Even Later Breaking Developments - Parry and Robert Thomson drop in for a chat with foreign minister Machimura Nobutaka.
Nobunaga a lowly samurai indeed. Robert Thomson should be able to do better. And the closing, vacuous paragraph reproduced below comes out of nowhere, failing to flow naturally from what precedes it. I think the reporters glossed over the actual circumstances of Nobunaga's death because that would have made it even more disconsonant.
ReplyDelete"After Oda’s defeat and suicide, it took two more warlords before peace came to Japan. It may be that, like his hero, he will come with hindsight to look more like a transitional figure than the revolutionary he appears. Perhaps the best he can hope for is that, unlike Oda’s, his career ends peacefully and on his own terms."
And their names may not be well-known in the UK, but surely Hosokawa Morihiro, Murayama Tomiichi and Hashimoto Ryutaro, to name three of Koizumi's seven predecessors were not exactly "grey men" who "passed" "the job" from one "to the next". This is another case of lazy journalistic stereotping, induced perhap by a looming deadine.
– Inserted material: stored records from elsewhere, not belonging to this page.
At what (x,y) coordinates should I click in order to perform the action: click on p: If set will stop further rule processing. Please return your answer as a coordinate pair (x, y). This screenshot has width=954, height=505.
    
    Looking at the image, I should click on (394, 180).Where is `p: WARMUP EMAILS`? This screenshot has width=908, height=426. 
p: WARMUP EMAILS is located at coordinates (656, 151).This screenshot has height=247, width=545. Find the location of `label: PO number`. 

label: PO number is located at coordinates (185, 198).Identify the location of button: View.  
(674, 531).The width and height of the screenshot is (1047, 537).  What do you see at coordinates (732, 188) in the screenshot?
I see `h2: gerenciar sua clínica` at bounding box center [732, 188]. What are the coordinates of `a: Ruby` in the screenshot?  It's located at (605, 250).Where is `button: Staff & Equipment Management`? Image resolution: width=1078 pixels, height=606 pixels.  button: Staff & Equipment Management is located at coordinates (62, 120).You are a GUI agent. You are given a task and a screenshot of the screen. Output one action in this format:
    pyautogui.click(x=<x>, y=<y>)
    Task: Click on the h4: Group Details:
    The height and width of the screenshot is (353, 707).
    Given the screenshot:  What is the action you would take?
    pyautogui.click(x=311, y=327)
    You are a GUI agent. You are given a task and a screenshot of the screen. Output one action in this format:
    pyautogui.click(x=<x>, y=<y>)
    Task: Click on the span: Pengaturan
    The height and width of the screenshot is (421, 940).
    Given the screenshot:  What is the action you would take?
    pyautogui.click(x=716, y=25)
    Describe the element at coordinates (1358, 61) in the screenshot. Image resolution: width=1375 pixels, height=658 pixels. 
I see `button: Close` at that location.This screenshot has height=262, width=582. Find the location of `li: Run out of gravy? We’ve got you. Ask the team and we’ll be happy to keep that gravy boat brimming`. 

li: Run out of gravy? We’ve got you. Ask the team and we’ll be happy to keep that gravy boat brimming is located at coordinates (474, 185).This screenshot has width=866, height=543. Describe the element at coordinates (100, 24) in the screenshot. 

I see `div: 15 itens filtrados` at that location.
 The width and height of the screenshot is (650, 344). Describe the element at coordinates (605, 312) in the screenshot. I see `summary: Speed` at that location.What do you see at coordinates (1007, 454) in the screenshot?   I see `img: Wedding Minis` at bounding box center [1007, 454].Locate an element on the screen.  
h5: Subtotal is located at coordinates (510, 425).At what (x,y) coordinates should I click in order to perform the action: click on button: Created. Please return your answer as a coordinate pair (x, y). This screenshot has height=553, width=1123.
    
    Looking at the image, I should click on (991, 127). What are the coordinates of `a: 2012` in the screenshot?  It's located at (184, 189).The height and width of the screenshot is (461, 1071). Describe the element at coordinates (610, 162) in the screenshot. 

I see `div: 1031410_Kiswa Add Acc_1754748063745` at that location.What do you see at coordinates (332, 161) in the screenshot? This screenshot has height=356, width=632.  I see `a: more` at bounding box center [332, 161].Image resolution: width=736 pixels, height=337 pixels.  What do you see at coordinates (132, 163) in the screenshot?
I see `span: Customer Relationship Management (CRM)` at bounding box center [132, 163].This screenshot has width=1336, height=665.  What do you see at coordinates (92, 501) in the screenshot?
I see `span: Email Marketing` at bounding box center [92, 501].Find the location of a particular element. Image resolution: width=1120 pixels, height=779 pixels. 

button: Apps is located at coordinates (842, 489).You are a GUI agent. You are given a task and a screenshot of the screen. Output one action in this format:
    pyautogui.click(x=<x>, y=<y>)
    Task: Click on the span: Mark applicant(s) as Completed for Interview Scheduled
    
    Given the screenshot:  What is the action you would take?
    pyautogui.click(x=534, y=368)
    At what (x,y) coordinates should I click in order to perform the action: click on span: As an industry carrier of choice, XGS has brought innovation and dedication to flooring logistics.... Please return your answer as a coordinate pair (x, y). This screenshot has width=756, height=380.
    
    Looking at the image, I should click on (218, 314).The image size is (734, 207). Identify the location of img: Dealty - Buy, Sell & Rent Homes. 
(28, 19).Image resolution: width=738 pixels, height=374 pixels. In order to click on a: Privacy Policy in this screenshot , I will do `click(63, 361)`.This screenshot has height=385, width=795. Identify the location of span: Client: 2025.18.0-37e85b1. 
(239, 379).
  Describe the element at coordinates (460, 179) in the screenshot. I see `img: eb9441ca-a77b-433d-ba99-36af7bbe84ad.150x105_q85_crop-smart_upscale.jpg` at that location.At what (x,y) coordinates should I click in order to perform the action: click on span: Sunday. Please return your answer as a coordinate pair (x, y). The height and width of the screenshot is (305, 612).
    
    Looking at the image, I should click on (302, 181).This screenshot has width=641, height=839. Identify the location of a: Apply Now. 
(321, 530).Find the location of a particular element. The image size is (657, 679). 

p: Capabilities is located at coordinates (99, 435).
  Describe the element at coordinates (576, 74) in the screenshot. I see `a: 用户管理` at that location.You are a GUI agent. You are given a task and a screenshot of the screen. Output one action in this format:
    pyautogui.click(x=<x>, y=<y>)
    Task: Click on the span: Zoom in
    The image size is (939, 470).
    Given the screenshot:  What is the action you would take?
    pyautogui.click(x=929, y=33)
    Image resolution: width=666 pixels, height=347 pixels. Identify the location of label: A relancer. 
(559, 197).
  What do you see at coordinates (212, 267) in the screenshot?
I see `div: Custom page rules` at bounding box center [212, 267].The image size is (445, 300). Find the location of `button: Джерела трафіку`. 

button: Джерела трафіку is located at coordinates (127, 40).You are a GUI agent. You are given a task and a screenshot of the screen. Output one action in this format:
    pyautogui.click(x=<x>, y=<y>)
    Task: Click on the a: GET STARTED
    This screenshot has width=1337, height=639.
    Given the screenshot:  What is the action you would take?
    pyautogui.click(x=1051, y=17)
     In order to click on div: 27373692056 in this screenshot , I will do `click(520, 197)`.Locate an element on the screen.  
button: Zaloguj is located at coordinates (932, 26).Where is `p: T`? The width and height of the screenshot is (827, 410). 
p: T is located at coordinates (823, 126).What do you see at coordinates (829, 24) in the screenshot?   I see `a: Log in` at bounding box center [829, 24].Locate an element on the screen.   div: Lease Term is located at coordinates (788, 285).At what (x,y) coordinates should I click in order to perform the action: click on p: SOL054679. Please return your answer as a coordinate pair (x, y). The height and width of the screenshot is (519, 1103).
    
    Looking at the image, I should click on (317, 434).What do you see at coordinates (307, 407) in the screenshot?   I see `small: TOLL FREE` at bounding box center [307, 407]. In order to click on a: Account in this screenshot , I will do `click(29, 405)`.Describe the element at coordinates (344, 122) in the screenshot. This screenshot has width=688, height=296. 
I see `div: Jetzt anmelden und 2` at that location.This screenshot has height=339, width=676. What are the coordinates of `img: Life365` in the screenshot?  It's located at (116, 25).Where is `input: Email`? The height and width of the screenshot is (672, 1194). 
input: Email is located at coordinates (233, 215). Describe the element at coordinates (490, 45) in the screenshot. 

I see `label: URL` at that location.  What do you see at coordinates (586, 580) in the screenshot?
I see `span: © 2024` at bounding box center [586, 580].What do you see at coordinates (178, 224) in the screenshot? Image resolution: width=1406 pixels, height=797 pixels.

The aricle is also a testimony to the enduring ingenuity of Koizumi's act: the DPJ, as in the election, is bypassed in the article; for example:
"in the Upper House, most of the MPs who threw it out are expected to capitulate this time."
But more to your point, Mr. Contemplation, do you think what Koizumi has done with roads and bridges is a good harbinger of what Koizumi will do with the other end of the postal money pipe?
According to news accounts, the PM wants to reassign the revenues of the toll roads. So as far as reform of the Doro Kodan, there seems to be more than one way to skin a cat.